Sermon conversations
September 03, 2008
Have you ever seen one of those films where something slow is sped up so you can watch it unfold: a bud opens into a blossom, a butterfly emerges from its cocoon? Standing before you now I can imagine the next 24 hours in this sanctuary in just that way: people coming and going, the energy in the room rising and falling. How the room will fill, and empty, and fill again...
One of the final assignments in the pastoral counseling intensive class I've been taking since February is to write a sermon which comes out of one of the subjects we've studied in the class. I wrote a sermon for the eve of Yom Kippur which centers around memory and death and transformation. The lines at the top of this post are the way that sermon begins.
Last night in class, I was the first to deliver my sermon to the group. It was a fascinating experience. Giving a sermon over the phone to a conference call is weirdly unlike giving a sermon in person. Though I've grown very comfortable with the conference call format when it comes to general class discussion, I found it not-very-comfortable for this purpose. I couldn't see anyone's face. I didn't have body language or visual cues to rely on, so I couldn't tell whether people were with me or not. I was surprised by how much harder that made it for me.
After I gave my sermon, everyone in the class took a few moments to tell me what had struck or moved them, and also what didn't quite reach them or what they might have wanted more of. I did my best to reflect what they'd said back to them, showing that I'd heard and received what they were trying to say. And then in more general terms we talked about the anatomy of a sermon. A sermon is basically group spiritual direction! It's a pastoral spiritual encounter; it's meant to give people an opportunity to connect with God.
It's not a chance for the sermon-giver to dazzle people with her rhetoric or knowledge. Or at least it shouldn't be. A good sermon should tell people what they need to hear, whether or not they know they need to hear it. It takes people on one step of a spiritual journey. Not usually more than one; if you try to take people on a multi-step journey, you risk the possibility that they'll be so moved by the first step that they make it that far and then stay there, unable to follow you the rest of the way.
In giving the sermon, I realized things I hadn't consciously known. For instance, the final idea in this draft is actually a major theme, maybe the major theme. And the opening image -- reprised at the top of this post -- works on more levels than I'd realized. I began with it as a way into talking about how the dynamics of the room will change over the course of Yom Kippur, and how empty the room often is during the Yizkor (memorial) service, and how I hope people will stick around for Yizkor even if they're not directly mourning. But as my classmates responded to the sermon, it became clear that they found deep resonance in the image of the flower unfolding. It's a metaphor for personal transformation, which is the work of Yom Kippur, and also the work of spiritual life writ large.
I hadn't realized I was drawing on such a deep well when I wrote those opening lines. I was just looking for a good metaphor to lead me into the sermon. But the metaphor turns out to work on more levels than I knew.
That's one of the things I love about writing, especially writing for an audience. When writing becomes communication, I learn both from writing the piece and then from carrying it into the world and seeing what comes up in response. Blogging is like that, too, though blog posts aren't meant to be delivered aloud the way sermons (and, for that matter, poems) are. Still, the writing and the conversation feel like parts of the same whole.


# [Work instructions]
Copy each line of the listing below where the word "link" turns up.

# [The records]
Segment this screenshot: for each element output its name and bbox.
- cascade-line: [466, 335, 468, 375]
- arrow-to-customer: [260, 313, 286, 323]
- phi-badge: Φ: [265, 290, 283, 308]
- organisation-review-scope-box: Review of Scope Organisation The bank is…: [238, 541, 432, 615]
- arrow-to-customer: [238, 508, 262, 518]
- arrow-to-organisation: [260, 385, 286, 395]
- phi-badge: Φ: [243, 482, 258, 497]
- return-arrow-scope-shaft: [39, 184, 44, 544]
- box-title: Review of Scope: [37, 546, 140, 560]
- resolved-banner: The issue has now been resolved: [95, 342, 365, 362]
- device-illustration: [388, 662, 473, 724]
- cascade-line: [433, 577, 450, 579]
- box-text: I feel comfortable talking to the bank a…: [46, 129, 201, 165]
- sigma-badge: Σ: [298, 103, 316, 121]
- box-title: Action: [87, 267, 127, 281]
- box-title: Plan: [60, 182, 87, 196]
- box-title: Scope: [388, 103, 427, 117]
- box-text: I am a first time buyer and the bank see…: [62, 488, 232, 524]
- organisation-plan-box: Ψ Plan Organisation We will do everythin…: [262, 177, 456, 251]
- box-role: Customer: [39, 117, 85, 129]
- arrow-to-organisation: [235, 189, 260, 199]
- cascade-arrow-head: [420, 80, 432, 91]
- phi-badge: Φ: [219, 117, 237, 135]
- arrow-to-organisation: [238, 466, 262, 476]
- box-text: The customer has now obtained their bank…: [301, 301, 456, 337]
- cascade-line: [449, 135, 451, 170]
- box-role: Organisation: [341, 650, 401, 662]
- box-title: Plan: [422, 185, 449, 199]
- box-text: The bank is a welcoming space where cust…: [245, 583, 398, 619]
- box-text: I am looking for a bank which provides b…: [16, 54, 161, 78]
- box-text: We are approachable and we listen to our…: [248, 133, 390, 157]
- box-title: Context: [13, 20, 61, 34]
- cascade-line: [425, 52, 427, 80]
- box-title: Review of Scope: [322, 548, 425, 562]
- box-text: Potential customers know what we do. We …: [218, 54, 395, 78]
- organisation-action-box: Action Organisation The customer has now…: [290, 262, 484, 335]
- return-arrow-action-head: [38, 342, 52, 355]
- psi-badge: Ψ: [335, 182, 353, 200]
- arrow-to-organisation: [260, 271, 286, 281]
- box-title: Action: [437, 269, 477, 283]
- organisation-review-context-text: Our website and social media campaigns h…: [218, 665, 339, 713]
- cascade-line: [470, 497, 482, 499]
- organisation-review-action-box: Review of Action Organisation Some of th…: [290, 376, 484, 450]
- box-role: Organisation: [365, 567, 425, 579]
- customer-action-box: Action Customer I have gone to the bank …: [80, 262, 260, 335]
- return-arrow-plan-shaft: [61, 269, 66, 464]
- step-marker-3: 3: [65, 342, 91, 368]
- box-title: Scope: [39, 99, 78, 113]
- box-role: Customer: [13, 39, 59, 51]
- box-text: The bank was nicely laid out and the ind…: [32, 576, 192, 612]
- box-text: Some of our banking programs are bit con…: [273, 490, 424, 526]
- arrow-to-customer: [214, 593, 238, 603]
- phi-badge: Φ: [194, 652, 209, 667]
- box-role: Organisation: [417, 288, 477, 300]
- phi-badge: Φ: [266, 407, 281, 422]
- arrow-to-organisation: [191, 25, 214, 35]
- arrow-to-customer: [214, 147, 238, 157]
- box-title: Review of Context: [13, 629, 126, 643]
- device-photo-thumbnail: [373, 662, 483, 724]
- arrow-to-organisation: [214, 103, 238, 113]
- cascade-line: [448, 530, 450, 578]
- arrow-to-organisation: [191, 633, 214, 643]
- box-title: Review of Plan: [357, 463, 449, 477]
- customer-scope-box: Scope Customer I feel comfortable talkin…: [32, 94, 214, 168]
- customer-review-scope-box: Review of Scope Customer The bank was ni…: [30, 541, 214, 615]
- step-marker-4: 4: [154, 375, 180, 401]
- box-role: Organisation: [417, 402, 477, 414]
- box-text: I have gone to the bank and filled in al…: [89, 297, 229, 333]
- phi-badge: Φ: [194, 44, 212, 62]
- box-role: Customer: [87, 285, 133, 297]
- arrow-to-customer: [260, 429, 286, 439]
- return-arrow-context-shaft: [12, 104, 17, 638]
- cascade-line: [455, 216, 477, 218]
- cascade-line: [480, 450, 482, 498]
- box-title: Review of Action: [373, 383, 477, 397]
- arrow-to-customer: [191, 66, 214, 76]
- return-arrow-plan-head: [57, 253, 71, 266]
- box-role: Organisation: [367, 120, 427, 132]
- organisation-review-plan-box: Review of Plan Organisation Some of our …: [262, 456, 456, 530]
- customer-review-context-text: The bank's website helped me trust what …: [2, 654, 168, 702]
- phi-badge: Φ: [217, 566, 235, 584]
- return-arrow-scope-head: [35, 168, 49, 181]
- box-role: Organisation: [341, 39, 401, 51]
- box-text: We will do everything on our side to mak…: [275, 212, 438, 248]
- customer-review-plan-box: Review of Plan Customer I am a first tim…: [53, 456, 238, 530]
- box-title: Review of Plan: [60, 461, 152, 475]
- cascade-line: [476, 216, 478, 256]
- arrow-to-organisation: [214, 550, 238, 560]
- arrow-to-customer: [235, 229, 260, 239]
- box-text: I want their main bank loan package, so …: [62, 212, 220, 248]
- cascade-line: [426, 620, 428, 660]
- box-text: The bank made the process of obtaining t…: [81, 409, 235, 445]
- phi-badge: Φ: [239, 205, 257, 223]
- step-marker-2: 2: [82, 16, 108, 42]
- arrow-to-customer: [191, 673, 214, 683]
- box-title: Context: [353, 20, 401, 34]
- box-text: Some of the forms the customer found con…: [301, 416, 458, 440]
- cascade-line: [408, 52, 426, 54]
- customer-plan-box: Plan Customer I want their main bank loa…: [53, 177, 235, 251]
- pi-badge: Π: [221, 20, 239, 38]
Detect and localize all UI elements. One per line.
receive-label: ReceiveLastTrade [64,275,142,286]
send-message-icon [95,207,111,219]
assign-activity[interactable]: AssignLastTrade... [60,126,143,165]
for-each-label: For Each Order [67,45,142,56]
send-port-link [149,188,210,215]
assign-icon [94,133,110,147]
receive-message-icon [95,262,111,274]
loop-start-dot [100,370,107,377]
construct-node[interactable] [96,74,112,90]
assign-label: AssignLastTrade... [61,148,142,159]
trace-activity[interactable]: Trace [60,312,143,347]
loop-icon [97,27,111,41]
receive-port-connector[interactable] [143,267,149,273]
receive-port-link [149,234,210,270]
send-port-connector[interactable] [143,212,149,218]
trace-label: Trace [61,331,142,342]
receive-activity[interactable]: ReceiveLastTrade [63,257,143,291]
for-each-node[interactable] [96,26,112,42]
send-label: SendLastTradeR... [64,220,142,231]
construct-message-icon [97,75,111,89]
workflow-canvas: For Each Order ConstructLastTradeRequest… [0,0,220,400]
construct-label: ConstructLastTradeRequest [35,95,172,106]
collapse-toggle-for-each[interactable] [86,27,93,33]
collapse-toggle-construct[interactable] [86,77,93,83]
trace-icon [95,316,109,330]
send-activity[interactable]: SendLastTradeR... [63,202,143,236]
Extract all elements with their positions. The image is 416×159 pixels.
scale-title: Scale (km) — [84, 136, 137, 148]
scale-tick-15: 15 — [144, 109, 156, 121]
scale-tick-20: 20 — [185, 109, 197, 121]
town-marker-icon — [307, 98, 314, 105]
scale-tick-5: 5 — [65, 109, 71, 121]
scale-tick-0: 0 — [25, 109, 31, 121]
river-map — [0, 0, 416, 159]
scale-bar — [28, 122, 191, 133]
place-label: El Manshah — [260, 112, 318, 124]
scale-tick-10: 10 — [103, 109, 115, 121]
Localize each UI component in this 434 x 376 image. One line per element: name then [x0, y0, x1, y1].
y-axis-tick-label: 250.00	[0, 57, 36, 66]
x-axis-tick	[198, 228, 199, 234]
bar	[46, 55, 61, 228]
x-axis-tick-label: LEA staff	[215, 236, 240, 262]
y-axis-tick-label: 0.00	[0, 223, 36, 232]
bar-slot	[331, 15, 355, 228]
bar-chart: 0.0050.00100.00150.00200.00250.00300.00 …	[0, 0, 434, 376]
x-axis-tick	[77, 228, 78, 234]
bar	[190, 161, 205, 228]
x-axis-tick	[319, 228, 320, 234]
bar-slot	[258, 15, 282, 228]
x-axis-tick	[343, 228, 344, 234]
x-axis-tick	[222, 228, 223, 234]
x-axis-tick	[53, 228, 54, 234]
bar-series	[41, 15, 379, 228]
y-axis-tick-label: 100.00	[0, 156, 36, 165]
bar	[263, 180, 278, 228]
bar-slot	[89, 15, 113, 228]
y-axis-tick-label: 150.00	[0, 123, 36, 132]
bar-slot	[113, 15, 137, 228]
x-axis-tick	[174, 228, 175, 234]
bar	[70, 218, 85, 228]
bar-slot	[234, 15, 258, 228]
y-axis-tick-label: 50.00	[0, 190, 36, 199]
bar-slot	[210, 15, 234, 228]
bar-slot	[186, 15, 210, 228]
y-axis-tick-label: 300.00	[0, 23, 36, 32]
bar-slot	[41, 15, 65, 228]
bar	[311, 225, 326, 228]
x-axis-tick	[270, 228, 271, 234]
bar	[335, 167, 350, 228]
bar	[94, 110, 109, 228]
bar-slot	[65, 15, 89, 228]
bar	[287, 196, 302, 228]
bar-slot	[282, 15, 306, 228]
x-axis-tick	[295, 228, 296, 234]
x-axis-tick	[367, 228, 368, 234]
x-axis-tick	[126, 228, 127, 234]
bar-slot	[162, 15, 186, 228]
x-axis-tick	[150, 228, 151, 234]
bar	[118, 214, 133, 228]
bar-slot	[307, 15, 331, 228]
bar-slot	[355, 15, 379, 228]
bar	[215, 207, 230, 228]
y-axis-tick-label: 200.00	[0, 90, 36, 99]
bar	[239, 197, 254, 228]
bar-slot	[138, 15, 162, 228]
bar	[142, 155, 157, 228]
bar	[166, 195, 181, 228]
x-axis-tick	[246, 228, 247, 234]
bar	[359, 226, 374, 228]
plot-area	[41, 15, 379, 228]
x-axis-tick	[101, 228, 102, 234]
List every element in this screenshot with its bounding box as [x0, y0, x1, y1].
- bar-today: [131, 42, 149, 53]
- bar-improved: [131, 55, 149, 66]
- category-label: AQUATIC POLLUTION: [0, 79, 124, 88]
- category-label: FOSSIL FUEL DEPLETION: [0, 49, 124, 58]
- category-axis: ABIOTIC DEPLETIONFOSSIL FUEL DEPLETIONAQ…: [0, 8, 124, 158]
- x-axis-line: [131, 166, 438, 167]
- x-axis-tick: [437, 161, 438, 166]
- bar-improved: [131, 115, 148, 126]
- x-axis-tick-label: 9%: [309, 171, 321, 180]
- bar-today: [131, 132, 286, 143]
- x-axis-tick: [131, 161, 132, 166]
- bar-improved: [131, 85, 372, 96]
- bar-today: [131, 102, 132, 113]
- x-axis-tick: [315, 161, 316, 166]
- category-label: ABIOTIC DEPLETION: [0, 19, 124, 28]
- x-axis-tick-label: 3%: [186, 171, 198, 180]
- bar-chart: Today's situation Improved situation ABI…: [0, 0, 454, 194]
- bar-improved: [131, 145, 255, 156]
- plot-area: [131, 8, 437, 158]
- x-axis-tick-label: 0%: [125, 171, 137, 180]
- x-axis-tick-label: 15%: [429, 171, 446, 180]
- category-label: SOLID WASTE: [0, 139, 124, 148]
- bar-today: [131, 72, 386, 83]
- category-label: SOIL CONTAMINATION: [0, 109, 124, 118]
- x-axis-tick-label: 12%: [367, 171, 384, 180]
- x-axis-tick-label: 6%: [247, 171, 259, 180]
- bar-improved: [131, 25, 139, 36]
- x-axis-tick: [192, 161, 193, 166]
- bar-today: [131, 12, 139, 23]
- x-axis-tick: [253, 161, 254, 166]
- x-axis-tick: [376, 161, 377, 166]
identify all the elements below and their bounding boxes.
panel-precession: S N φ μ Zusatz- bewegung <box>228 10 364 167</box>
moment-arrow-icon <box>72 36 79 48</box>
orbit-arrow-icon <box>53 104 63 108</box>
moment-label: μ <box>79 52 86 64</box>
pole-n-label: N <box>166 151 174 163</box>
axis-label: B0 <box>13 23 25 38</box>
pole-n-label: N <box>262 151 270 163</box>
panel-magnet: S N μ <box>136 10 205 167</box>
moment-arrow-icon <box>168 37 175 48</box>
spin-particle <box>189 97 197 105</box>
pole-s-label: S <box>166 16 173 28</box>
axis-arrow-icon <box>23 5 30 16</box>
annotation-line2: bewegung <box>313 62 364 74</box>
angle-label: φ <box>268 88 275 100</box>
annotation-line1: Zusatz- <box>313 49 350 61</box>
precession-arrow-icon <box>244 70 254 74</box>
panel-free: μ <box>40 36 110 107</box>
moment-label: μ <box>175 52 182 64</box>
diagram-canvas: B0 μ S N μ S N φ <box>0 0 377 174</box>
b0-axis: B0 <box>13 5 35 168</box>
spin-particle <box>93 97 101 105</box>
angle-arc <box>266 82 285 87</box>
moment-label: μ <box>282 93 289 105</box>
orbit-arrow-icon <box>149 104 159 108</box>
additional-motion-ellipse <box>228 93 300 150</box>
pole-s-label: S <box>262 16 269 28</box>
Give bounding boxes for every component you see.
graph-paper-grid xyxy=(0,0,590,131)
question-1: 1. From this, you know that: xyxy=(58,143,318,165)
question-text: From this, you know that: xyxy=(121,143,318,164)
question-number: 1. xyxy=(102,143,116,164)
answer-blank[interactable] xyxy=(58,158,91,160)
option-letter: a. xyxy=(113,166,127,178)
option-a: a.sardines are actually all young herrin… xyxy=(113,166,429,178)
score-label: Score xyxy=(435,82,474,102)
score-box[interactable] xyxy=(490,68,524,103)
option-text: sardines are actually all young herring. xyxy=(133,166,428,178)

# [Result of the task]
send-port-link [149,188,210,215]
receive-port-link [149,234,210,270]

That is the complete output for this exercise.